To extend the explanation, all examples of a named cultivar can be traced back to a single seed. (We'll skip sports, brooms, and mutations for the moment). So all Acer palmatum 'Bloodgood' we're propagated by cuttings or grafting from a single seedling. They are all genetically identical.
If you plant a dozen seeds from 'Bloodgood', each seed that sprouts is genetically different from 'Bloodgood', as 50% of genetics came from a different tree. In the case if self pollination, the pollen only has 50% of the 'Bloodgood' genes, and the ova (seed,egg) only has 50% of the genes of 'Bloodgood'. Key is, the 50% is a random mix of the dominant and recessive genes that makes 'Bloodgood'. If you raise a batch of say 100 seedlings from 'Bloodgood', you will get to seed perhaps a dozen different recessive traits not expressed in 'Bloodgood'. Hidden colors, leaf shapes, bark texture, growth rates, disease resistance, winter hardiness, and many more traits will vary in the seedlings from a named cultivar. Some might look a lot like 'Bloodgood', but will have some differences.
If you raise a a batch of seedlings, and one is unique enough that you propagate it, by cuttings, grafting or tissue culture, it is considered a cultivar, and you may name it. If it is commercially popular, you may even register it with the RHS, or trademark it, or patent it. Only patent gives you royalties, trademark is brand protection, RHS registration is merely bragging rights, but can be used to support patent rights.
Now you have half of what you need to know about cultivars, and I'm tired of typing, and I bet most readers abandoned this post back at the second sentence.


▸ **Your objective**:
Only the number is needed: how many lines of the entries below contain the word "data".
--
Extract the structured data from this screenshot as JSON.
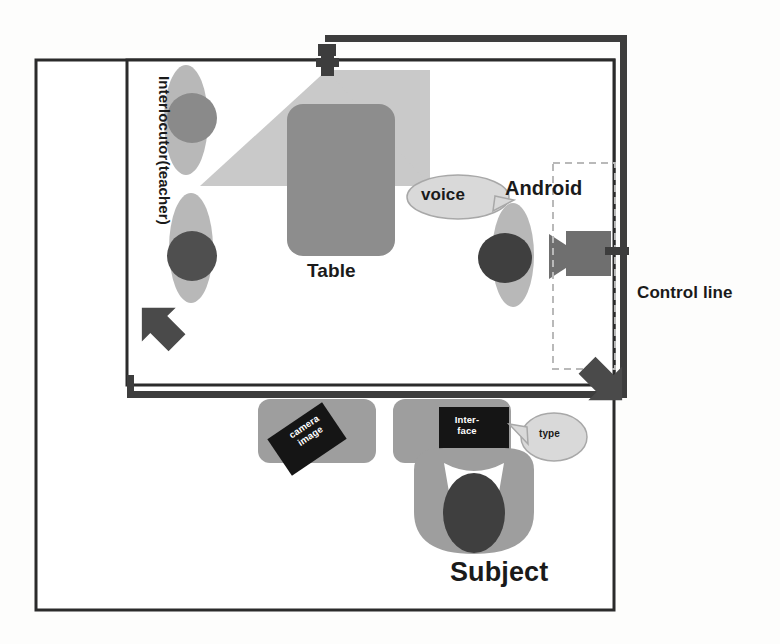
{
  "diagram": {
    "labels": {
      "interlocutor": "Interlocutor(teacher)",
      "table": "Table",
      "android": "Android",
      "voice": "voice",
      "control_line": "Control line",
      "camera_image": "camera\nimage",
      "camera_image_line1": "camera",
      "camera_image_line2": "image",
      "interface_line1": "Inter-",
      "interface_line2": "face",
      "type": "type",
      "subject": "Subject"
    },
    "icons": {
      "ceiling_camera": "camera-icon",
      "android_camera": "camera-icon",
      "arrow_upleft": "arrow-up-left-icon",
      "arrow_downright": "arrow-down-right-icon",
      "speech_bubble_voice": "speech-bubble-icon",
      "speech_bubble_type": "speech-bubble-icon"
    },
    "colors": {
      "outline": "#2b2b2b",
      "control_line": "#3d3d3d",
      "table_fill": "#8d8d8d",
      "person_body": "#b4b4b4",
      "person_head_dark": "#4f4f4f",
      "person_head_mid": "#8a8a8a",
      "camera_cone": "#c9c9c9",
      "desk_fill": "#9e9e9e",
      "screen_fill": "#151515",
      "bubble_fill": "#d9d9d9",
      "background": "#fdfdfc"
    }
  }
}
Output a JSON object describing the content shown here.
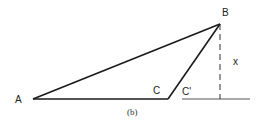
{
  "diagram": {
    "caption": "(b)",
    "vertices": {
      "A": {
        "label": "A",
        "x": 33,
        "y": 99
      },
      "B": {
        "label": "B",
        "x": 220,
        "y": 24
      },
      "C": {
        "label": "C",
        "x": 168,
        "y": 99
      }
    },
    "labels": {
      "A": "A",
      "B": "B",
      "C": "C",
      "C_prime": "C'",
      "x": "x"
    },
    "edges": [
      {
        "from": "A",
        "to": "B",
        "style": "solid"
      },
      {
        "from": "A",
        "to": "C",
        "style": "solid"
      },
      {
        "from": "C",
        "to": "B",
        "style": "solid"
      }
    ],
    "height_line": {
      "from": [
        220,
        24
      ],
      "to": [
        220,
        99
      ],
      "style": "dashed",
      "label": "x"
    },
    "ground_line": {
      "from": [
        182,
        99
      ],
      "to": [
        250,
        99
      ],
      "style": "solid"
    },
    "colors": {
      "stroke": "#1a1a1a",
      "dashed": "#333333",
      "ground": "#555555"
    }
  }
}
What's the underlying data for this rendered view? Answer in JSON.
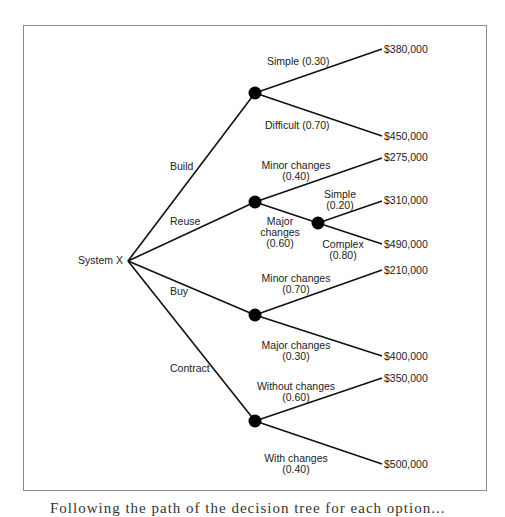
{
  "diagram": {
    "type": "decision-tree",
    "root": "System X",
    "branches": [
      {
        "label": "Build",
        "outcomes": [
          {
            "label": "Simple (0.30)",
            "value": "$380,000"
          },
          {
            "label": "Difficult (0.70)",
            "value": "$450,000"
          }
        ]
      },
      {
        "label": "Reuse",
        "outcomes": [
          {
            "label": "Minor changes",
            "prob": "(0.40)",
            "value": "$275,000"
          },
          {
            "label": "Major",
            "label2": "changes",
            "prob": "(0.60)",
            "outcomes": [
              {
                "label": "Simple",
                "prob": "(0.20)",
                "value": "$310,000"
              },
              {
                "label": "Complex",
                "prob": "(0.80)",
                "value": "$490,000"
              }
            ]
          }
        ]
      },
      {
        "label": "Buy",
        "outcomes": [
          {
            "label": "Minor changes",
            "prob": "(0.70)",
            "value": "$210,000"
          },
          {
            "label": "Major changes",
            "prob": "(0.30)",
            "value": "$400,000"
          }
        ]
      },
      {
        "label": "Contract",
        "outcomes": [
          {
            "label": "Without changes",
            "prob": "(0.60)",
            "value": "$350,000"
          },
          {
            "label": "With changes",
            "prob": "(0.40)",
            "value": "$500,000"
          }
        ]
      }
    ]
  },
  "caption": "Following the path of the decision tree for each option..."
}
--
▸ **Task answer**:
2